Visualization and IT in product and production development

Project time: 2012 – 2015

Budget: 7 470 000 SEK

Funding: FFI – Strategic Vehicle Research and Innovation

The projects aim was to combine the technologies from virtualization to digitalize the methods from visualization in order to enable their usage in global teams as well as to create transparency between knowledge work and the management of the knowledge needed for the execution and improvement of that knowledge work

Project ”Visualization and IT in product and production development” (Vis-IT) was started to address the need to integrate two current trends in product and production development:
1. Increased virtualization and management of product and process data
2. Increased visualization of knowledge work concerning planning, deviation management, problem solving and knowledge management.
The project was set up in a cross-industrial and academic setting involving partners from automotive as well as medical technology industries supported with academic knowledge and a software supplier. The purpose of this set up was to apply and demonstrate the developed digital methods directly in industrial usage and through that generate feedback to enable quick learning and evolve both the methods and tools. This evolutionary approach was realized through a continuous development (or agile) approach called “vertical slicing” where each new addition to the digital methods and tools is first stated as a hypothesis, then developed with full functionality concerning both user interface, data processing logic and
FFI Fordonsstrategisk Forskning och Innovation | www.vinnova.se/ffi 4 data storage and employed to generate feedback in order to either prove or disprove the hypothesis based on actual usage. The following is a summary of the findings concerning the four different method categories that have been digitalized in the project:
 Visual planning
The conclusions are that the user acceptance for the digital tool is directly related to their ease of use (and not necessarily their ability to exactly replicate the wall-based analog method). There is a clear risk of introducing too much data management in the tool (for the sake of later capitalization of the data). Such an introduction leads to a loss of visibility and transparency as well as destroys the ease of use as the creation of plans becomes too administrative. There is however a risk of introducing too little data management allowing too much flexibility for the users to create their own planning standards. This too leads to a loss of visibility and transparency between different plans (e.g. project or line function plans). In addition too little or no data management also leads to a degradation of value of the digital tool as a certain level of data management is needed to allow added functionality (such as aggregation of an individuals commitments from different planning boards, filtering possibilities to improve visibility and possibility to do statistical follow-up of bottlenecks in the knowledge work based on plans and outcomes). The project has put much attention to the level of data management and automation to find the optimal spot in the method and tool that has resulted from the project.
 Visual deviation management (PULS)
Conclusions concerning the level of data management and automation are on par with the conclusions from visual planning also in deviation management. Additional knowledge was created concerning how to visually manage and represent the lifecycle of a deviation to make sure the deviation management meeting can fulfill its purposes of creating transparency and synchronization between the different organizational functions which typically participate in such PULS meetings. Also traceability to additional data concerning not only the status of the deviation but also concerning its resolution was needed to be integrated in the method and tool to fully benefit from the digitalization effort.
The main bottlenecks concerning the usage of this method (at least in the consortium) were found to be not in the method or its digitalization but in the training and policies concerning its usage (e.g. when and how to use, who to involve etc). For this reason no significant hypotheses and corresponding vertical slices could be extracted from the participating companies. It was found that the term checklists was quite wide spread in the participating companies but its usage was mainly of an administrative character e.g. checking in retrospect that simple administrative tasks mainly concerning documentation have been done for the sake of downstream processes. From a knowledge reuse point of view it was found that the checklist method as such is effective as it helps the user to focus on relevant decisions and tasks. It was however found that its simplicity is a limiting factor for a wider usage because of the inability to capture more complex engineering knowledge concerning interactions, correlations and dependencies between different components and/or physical phenomena. The hypothesis, which was successfully evaluated, concerned the idea to integrate the simplicity and visibility (mainly in terms of knowledge reuse) of checklists with the complexity of engineering guidelines and handbooks. The result was named engineering checksheets and both the method and the tool have been positively accepted by the users
Finally it is concluded that future research needs to focus on the integration of the four different methods to create a base of logically connected methods to achieve continuous improvement by connecting the planning and execution of knowledge work (through visual planning, deviation management and problem solving) with the management of the knowledge needed to execute and improve the knowledge work.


EXERCISE DETAILS.
In the records that follow, show each line where the word "Reports" is present.

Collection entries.
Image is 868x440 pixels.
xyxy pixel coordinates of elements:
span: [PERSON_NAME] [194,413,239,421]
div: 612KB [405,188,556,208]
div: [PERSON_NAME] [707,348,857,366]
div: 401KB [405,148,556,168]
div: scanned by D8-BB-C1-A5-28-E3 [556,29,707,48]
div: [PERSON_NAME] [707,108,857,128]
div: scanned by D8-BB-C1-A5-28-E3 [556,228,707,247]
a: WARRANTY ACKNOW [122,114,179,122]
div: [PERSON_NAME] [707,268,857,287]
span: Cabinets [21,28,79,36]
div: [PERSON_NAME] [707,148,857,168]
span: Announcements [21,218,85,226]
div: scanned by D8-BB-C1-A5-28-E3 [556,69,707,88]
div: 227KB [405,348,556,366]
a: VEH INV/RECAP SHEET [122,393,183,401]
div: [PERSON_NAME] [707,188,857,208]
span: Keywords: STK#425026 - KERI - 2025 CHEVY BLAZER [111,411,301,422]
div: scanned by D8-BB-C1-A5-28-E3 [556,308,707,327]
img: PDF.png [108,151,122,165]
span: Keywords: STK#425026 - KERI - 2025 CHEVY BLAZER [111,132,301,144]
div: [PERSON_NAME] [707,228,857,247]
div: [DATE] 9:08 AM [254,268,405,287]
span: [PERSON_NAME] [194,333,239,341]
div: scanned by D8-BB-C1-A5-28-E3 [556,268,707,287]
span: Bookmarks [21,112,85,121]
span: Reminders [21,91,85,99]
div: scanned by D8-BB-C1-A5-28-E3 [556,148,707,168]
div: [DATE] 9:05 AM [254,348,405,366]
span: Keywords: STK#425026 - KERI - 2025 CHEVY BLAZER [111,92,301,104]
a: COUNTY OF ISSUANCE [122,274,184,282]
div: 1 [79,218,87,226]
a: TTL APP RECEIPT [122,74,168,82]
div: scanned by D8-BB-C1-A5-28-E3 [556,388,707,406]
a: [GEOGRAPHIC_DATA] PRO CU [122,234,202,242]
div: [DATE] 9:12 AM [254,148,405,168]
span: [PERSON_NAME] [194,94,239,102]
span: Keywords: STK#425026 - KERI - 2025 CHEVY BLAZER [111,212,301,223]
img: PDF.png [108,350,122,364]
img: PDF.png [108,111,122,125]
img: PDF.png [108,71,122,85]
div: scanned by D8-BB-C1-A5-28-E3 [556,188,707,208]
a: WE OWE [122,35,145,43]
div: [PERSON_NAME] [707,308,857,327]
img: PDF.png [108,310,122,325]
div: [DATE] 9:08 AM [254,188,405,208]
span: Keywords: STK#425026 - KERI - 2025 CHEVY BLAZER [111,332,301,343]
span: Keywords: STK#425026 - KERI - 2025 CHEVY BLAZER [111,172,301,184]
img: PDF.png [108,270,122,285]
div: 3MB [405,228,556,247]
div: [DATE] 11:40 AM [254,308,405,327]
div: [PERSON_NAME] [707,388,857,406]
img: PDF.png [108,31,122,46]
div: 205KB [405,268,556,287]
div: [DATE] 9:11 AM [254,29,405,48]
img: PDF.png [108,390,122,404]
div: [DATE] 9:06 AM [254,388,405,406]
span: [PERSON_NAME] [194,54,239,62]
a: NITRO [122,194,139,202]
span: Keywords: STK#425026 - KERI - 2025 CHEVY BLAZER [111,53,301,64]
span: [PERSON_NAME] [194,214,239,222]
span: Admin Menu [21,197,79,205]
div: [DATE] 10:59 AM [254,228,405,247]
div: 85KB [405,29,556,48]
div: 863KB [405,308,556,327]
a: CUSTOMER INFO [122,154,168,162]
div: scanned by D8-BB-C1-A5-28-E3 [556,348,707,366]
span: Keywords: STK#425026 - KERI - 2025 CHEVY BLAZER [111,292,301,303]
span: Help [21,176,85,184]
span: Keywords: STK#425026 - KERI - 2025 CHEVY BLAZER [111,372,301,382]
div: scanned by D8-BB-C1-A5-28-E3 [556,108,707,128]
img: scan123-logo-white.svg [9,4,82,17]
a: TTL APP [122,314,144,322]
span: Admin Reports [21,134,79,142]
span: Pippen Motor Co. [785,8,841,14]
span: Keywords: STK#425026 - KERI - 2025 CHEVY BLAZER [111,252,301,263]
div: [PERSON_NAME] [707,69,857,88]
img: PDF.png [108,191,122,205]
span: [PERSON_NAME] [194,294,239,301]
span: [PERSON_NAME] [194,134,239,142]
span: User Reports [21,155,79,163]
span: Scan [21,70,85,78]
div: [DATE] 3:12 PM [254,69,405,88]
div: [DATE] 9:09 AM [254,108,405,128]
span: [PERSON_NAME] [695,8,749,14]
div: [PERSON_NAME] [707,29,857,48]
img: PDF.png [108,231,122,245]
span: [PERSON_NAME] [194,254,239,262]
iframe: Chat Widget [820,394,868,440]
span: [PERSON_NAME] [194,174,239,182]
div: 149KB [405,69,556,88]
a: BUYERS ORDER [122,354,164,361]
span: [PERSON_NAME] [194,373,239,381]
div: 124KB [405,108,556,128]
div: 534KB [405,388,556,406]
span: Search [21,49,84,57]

REPLY.
span: Admin Reports [21,134,79,142]
span: User Reports [21,155,79,163]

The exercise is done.